Before moving to Tucson, Coverdale spent years in Africa and Central America working in advocacy and community development. When he moved to Tucson 18 years ago, he worked construction. While he enjoyed the work, he said “I got a little tired of tearing out a beautiful kitchen and putting in an even more beautiful kitchen.” So he began working with CHRPA. “We’re not just technicians,” he said. “What we’re trying to do is respond to the human need, not just the technical need.”

The organization has forged partnerships with various organizations and agencies across the county. In the case of the homeowner with the standing water in her home, Shaber worked with caseworkers to advocate for a new, safe residence. In other cases, hospitals will refer patients without cooling or water, or the fire department will alert them to a housebound homeowner in need of a wheelchair ramp. CHRPA currently partners with Tucson Water to replace older toilets with newer low-flush toilets to conserve water.

“If someone is isolated or vulnerable, we absolutely want the referral,” said Coverdale. “Even if we have too much work to do already. We want to know about the person in a trailer in the desert with no cooling or no water. It’s really hard to find that person.”
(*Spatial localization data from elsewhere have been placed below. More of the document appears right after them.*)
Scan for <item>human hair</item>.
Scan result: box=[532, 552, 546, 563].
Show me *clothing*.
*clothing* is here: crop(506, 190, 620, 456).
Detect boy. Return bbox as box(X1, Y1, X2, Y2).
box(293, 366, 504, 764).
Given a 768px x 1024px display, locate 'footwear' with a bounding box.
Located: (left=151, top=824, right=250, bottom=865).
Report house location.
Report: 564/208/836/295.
CHRPA receives its funding in a variety of ways, including individual donations and grants from foundations. It also receives material donations — such as work trucks — and funding from utility companies. Unclaimed utility deposits are put into a fund that CHRPA can use for certain home repairs, such as cooler replacements. Tucson Water supplies them with plumbing hardware, including pipes and kitchen faucets. And the organization receives funds from city and county community development block grants and from HUD.
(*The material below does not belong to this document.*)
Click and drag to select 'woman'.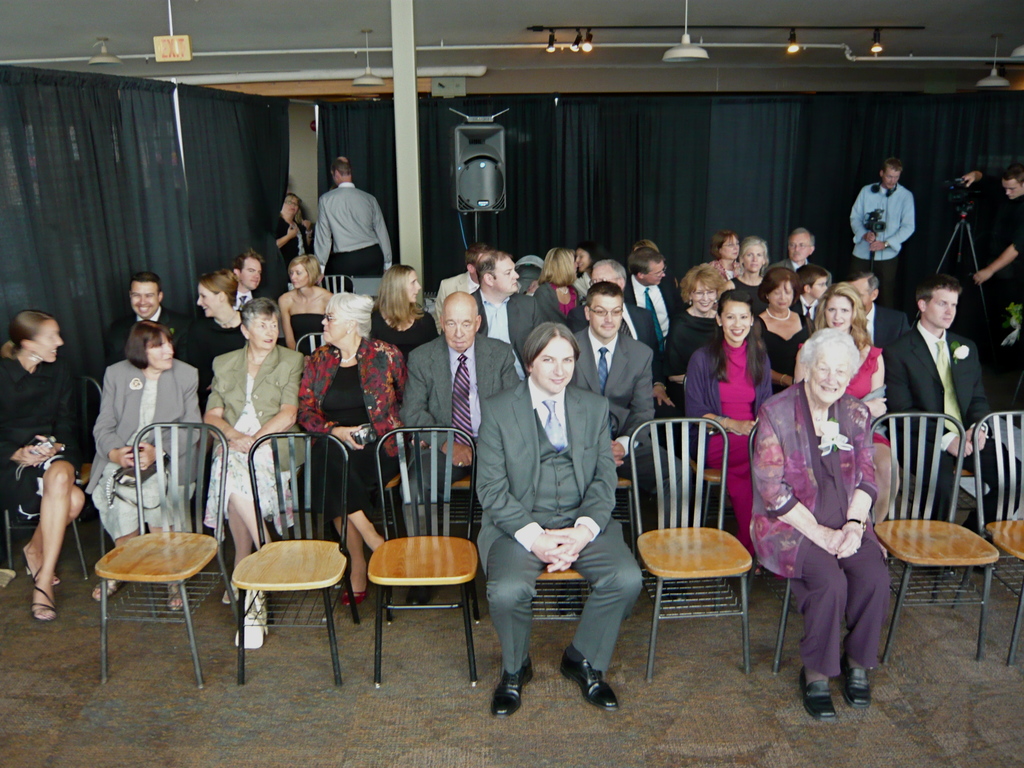
Selection: (182,272,246,407).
In October, CHRPA volunteer Don L. wrote about responding to a request from a woman named Reglinda, who was suddenly living alone after her husband passed away. During her husband’s long illness, home repairs had not been kept up, and there were several doors that no longer locked or closed. “I don’t feel safe being here alone,” Reglinda told the CHRPA staff. “I love my little house, but I can barely sleep at night because it doesn’t close up anymore.” Volunteers Ted and Don spent two days replacing weather stripping, installing a front door threshold, fixing door jambs, and replacing doors.

“It is one job of hundreds, one house of the myriad homes we visit, one client of the multitude,” wrote Don. “But for Ted and I and Reglinda, there is a transaction of good will that went beyond the $527 of doors and hardware.”